They who in my time have attempted to correct the manners of the world by new opinions, reform seeming vices; but the essential vices they leave as they were, if indeed they do not augment them, and augmentation is therein to be feared; we defer all other well doing upon the account of these external reformations, of less cost and greater show, and thereby expiate good cheap, for the other natural, consubstantial, and intestine vices. Look a little into our experience: there is no man, if he listen to himself, who does not in himself discover a particular and governing form of his own, that jostles his education, and wrestles with the tempest of passions that are contrary to it. For my part, I seldom find myself agitated with surprises; I always find myself in my place, as heavy and unwieldy bodies do; if I am not at home, I am always near at hand; my dissipations do not transport me very far; there is nothing strange or extreme in the case; and yet I have sound and vigorous turns.

The true condemnation, and which touches the common practice of men, is that their very retirement itself is full of filth and corruption; the idea of their reformation composed, their repentance sick and faulty, very nearly as much as their sin. Some, either from having been linked to vice by a natural propension or long practice, cannot see its deformity. Others (of which constitution I am) do indeed feel the weight of vice, but they counterbalance it with pleasure, or some other occasion; and suffer and lend themselves to it for a certain price, but viciously and basely. Yet there might, haply, be imagined so vast a disproportion of measure, where with justice the pleasure might excuse the sin, as we say of utility; not only if accidental and out of sin, as in thefts, but in the very exercise of sin, or in the enjoyment of women, where the temptation is violent, and, 'tis said, sometimes not to be overcome.
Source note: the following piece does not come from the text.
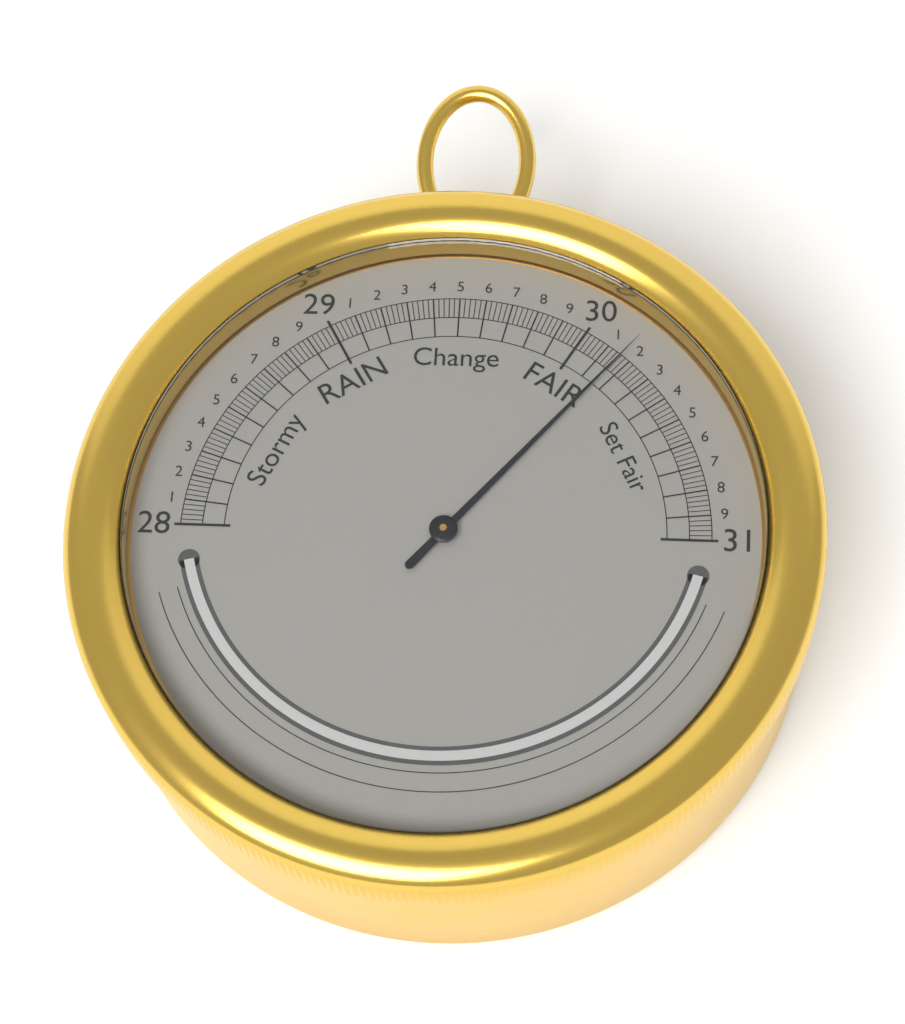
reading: 30.16 inHg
Being the other day at Armaignac, on the estate of a kinsman of mine, I there saw a peasant who was by every one nicknamed the thief. He thus related the story of his life: that, being born a beggar, and finding that he should not be able, so as to be clear of indigence, to get his living by the sweat of his brow, he resolved to turn thief, and by means of his strength of body had exercised this trade all the time of his youth in great security; for he ever made his harvest and vintage in other men's grounds, but a great way off, and in so great quantities, that it was not to be imagined one man could have carried away so much in one night upon his shoulders; and, moreover, he was careful equally to divide and distribute the mischief he did, that the loss was of less importance to every particular man. He is now grown old, and rich for a man of his condition, thanks to his trade, which he openly confesses to every one. And to make his peace with God, he says, that he is daily ready by good offices to make satisfaction to the successors of those he has robbed, and if he do not finish (for to do it all at once he is not able), he will then leave it in charge to his heirs to perform the rest, proportionably to the wrong he himself only knows he has done to each.
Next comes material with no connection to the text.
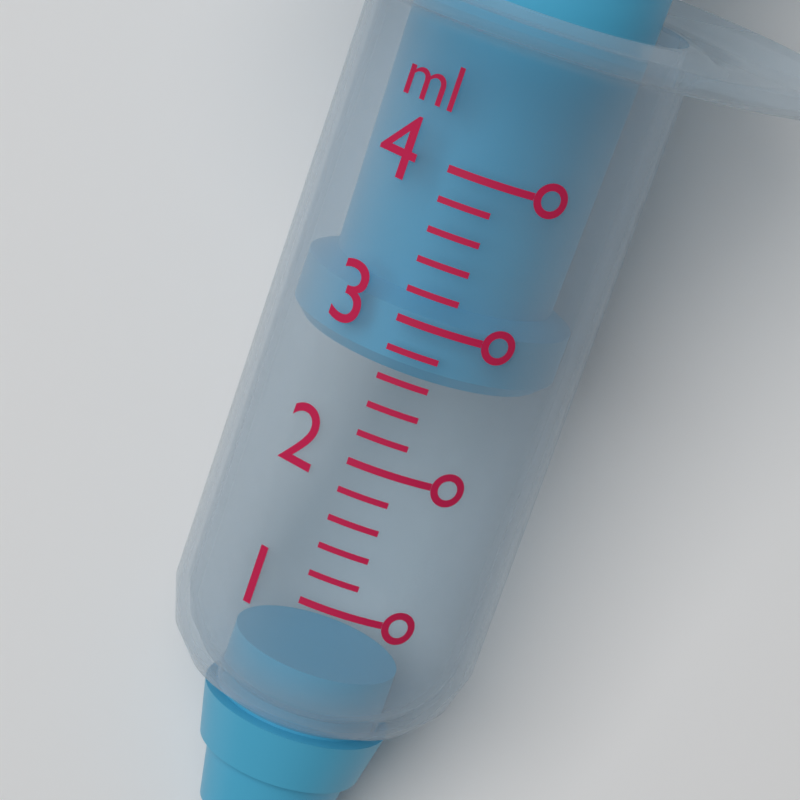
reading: 2.6 ml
By this description, true or false, this man looks upon theft as a dishonest action, and hates it, but less than poverty, and simply repents; but to the extent he has thus recompensed he repents not. This is not that habit which incorporates us into vice, and conforms even our understanding itself to it; nor is it that impetuous whirlwind that by gusts troubles and blinds our souls, and for the time precipitates us, judgment and all, into the power of vice.

I customarily do what I do thoroughly and make but one step on't; I have rarely any movement that hides itself and steals away from my reason, and that does not proceed in the matter by the consent of all my faculties, without division or intestine sedition; my judgment is to have all the blame or all the praise; and the blame it once has, it has always; for almost from my infancy it has ever been one: the same inclination, the same turn, the same force; and as to universal opinions, I fixed myself from my childhood in the place where I resolved to stick. There are some sins that are impetuous, prompt, and sudden; let us set them aside: but in these other sins so often repeated, deliberated, and contrived, whether sins of complexion or sins of profession and vocation, I cannot conceive that they should have so long been settled in the same resolution, unless the reason and conscience of him who has them, be constant to have them; and the repentance he boasts to be inspired with on a sudden, is very hard for me to imagine or form. I follow not the opinion of the Pythagorean sect, "that men take up a new soul when they repair to the images of the gods to receive their oracles," unless he mean that it must needs be extrinsic, new, and lent for the time; our own showing so little sign of purification and cleanness, fit for such an office.

They act quite contrary to the stoical precepts, who do indeed command us to correct the imperfections and vices we know ourselves guilty of, but forbid us therefore to disturb the repose of our souls: these make us believe that they have great grief and remorse within: but of amendment, correction, or interruption, they make nothing appear. It cannot be a cure if the malady be not wholly discharged; if repentance were laid upon the scale of the balance, it would weigh down sin. I find no quality so easy to counterfeit as devotion, if men do not conform their manners and life to the profession; its essence is abstruse and occult; the appearance easy and ostentatious.